The title character feels hopeless much of the time because he thinks he’s unable to foster change in the community. He gains some hope through his relationship with Jonas, who helps him realize that change is possible—and that he has an important role to play. The Giver comes to realize that the community has not always favored order at the expense of freedom, and that some of his happiest memories of the past are evidence of this. By helping Jonas grapple with the difficult feelings he experiences while receiving memories, the Giver gains confidence that he can help other people do the same if they are suddenly saddled with emotions that feel overwhelming. Once the Giver feels assured in this way, he is able to help Jonas find a way to escape the community. And when the memories come flooding back to the other community members, the Giver will be prepared to deal with them.

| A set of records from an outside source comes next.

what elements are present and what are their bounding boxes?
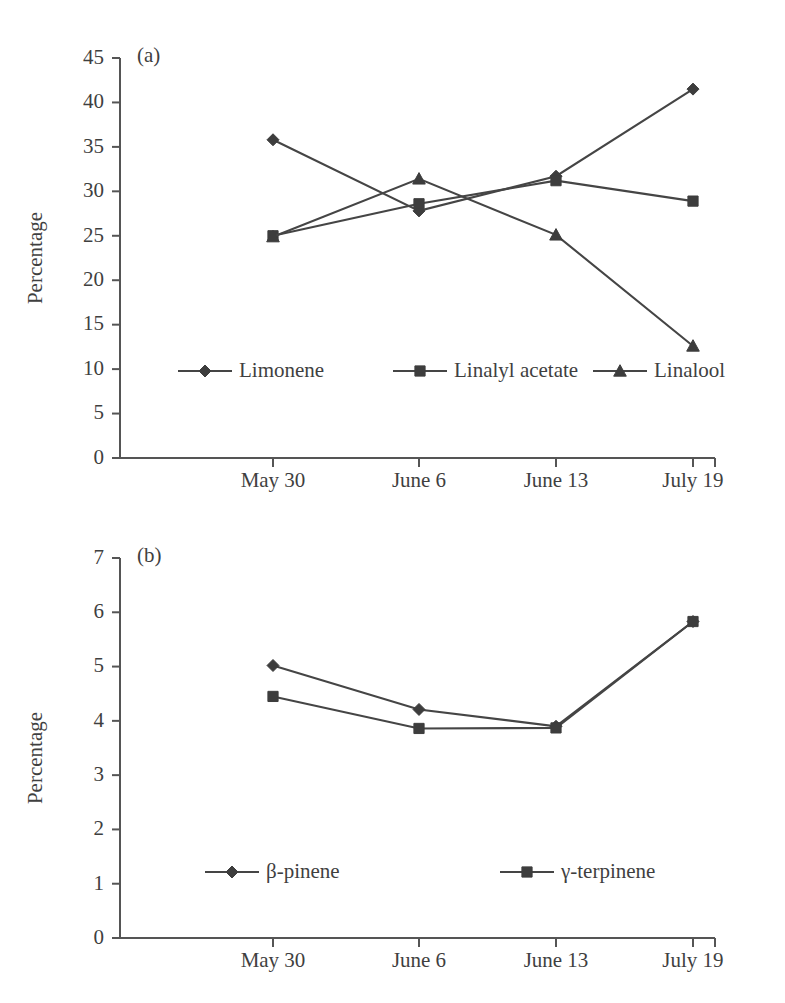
legend-label: Linalool [654,358,725,382]
data-point-marker [550,229,563,240]
legend-marker-square [415,366,425,376]
chart-legend: β-pineneγ-terpinene [205,859,655,883]
panel-label: (a) [137,43,160,67]
data-point-marker [413,703,425,715]
data-point-marker [267,134,279,146]
x-tick-label: July 19 [662,468,723,492]
y-tick-label: 10 [83,356,104,380]
legend-label: γ-terpinene [560,859,655,883]
data-point-marker [688,196,698,206]
y-tick-label: 2 [94,816,105,840]
chart-a-svg: 051015202530354045May 30June 6June 13Jul… [0,0,785,505]
legend-marker-diamond [199,365,211,377]
y-axis-title: Percentage [23,712,47,804]
data-point-marker [551,723,561,733]
y-tick-label: 20 [83,267,104,291]
x-tick-label: May 30 [241,948,306,972]
y-tick-label: 1 [94,871,105,895]
y-tick-label: 5 [94,653,105,677]
x-tick-label: July 19 [662,948,723,972]
chart-panel-b: 01234567May 30June 6June 13July 19Percen… [0,500,785,1003]
y-tick-label: 3 [94,762,105,786]
data-point-marker [414,199,424,209]
x-tick-label: June 6 [392,468,446,492]
y-tick-label: 45 [83,45,104,69]
y-tick-label: 7 [94,545,105,569]
chart-panel-a: 051015202530354045May 30June 6June 13Jul… [0,0,785,505]
data-point-marker [267,659,279,671]
y-axis-title: Percentage [23,212,47,304]
legend-label: Linalyl acetate [454,358,578,382]
legend-marker-diamond [226,866,238,878]
y-tick-label: 40 [83,89,104,113]
panel-label: (b) [137,543,162,567]
series-line-linalyl-acetate [273,181,693,236]
series-line-terpinene [273,622,693,729]
y-tick-label: 15 [83,311,104,335]
y-tick-label: 35 [83,134,104,158]
data-point-marker [414,723,424,733]
x-tick-label: May 30 [241,468,306,492]
legend-marker-square [522,867,532,877]
chart-b-svg: 01234567May 30June 6June 13July 19Percen… [0,500,785,1003]
data-point-marker [551,176,561,186]
chart-legend: LimoneneLinalyl acetateLinalool [178,358,725,382]
data-point-marker [688,616,698,626]
y-tick-label: 5 [94,400,105,424]
x-tick-label: June 13 [524,468,589,492]
data-point-marker [413,173,426,184]
series-line-linalool [273,179,693,346]
x-tick-label: June 13 [524,948,589,972]
y-tick-label: 0 [94,925,105,949]
y-tick-label: 0 [94,445,105,469]
data-point-marker [268,691,278,701]
y-tick-label: 4 [94,708,105,732]
y-tick-label: 30 [83,178,104,202]
legend-label: Limonene [239,358,324,382]
legend-label: β-pinene [266,859,340,883]
y-tick-label: 6 [94,599,105,623]
y-tick-label: 25 [83,223,104,247]
data-point-marker [687,83,699,95]
x-tick-label: June 6 [392,948,446,972]
figure-container: 051015202530354045May 30June 6June 13Jul… [0,0,785,1003]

The book explores the relationship between hope and hopelessness as well. When Jonas and Gabriel leave the community to find Elsewhere, Jonas vacillates between these two poles. This might be because he feels both vulnerable and powerful in his new environment. He feels powerful in the sense that he made an independent decision to leave a harmful situation; he is no longer bound by the rules of the community that would have stunted his life and ended Gabriel’s life. On the other hand, he and the baby are at risk being caught by the authorities and executed for breaking the community’s rules. Once they get farther from the community, they are in danger of starving as their food supply dwindles. They lack the type of power that comes with security: to feed themselves when hungry and to sleep with a roof over their heads. He ultimately feels confident they will reach their destination even though they are hungry, cold, and very weak from their arduous journey: “Inside his freezing body, his heart surged with hope” (179).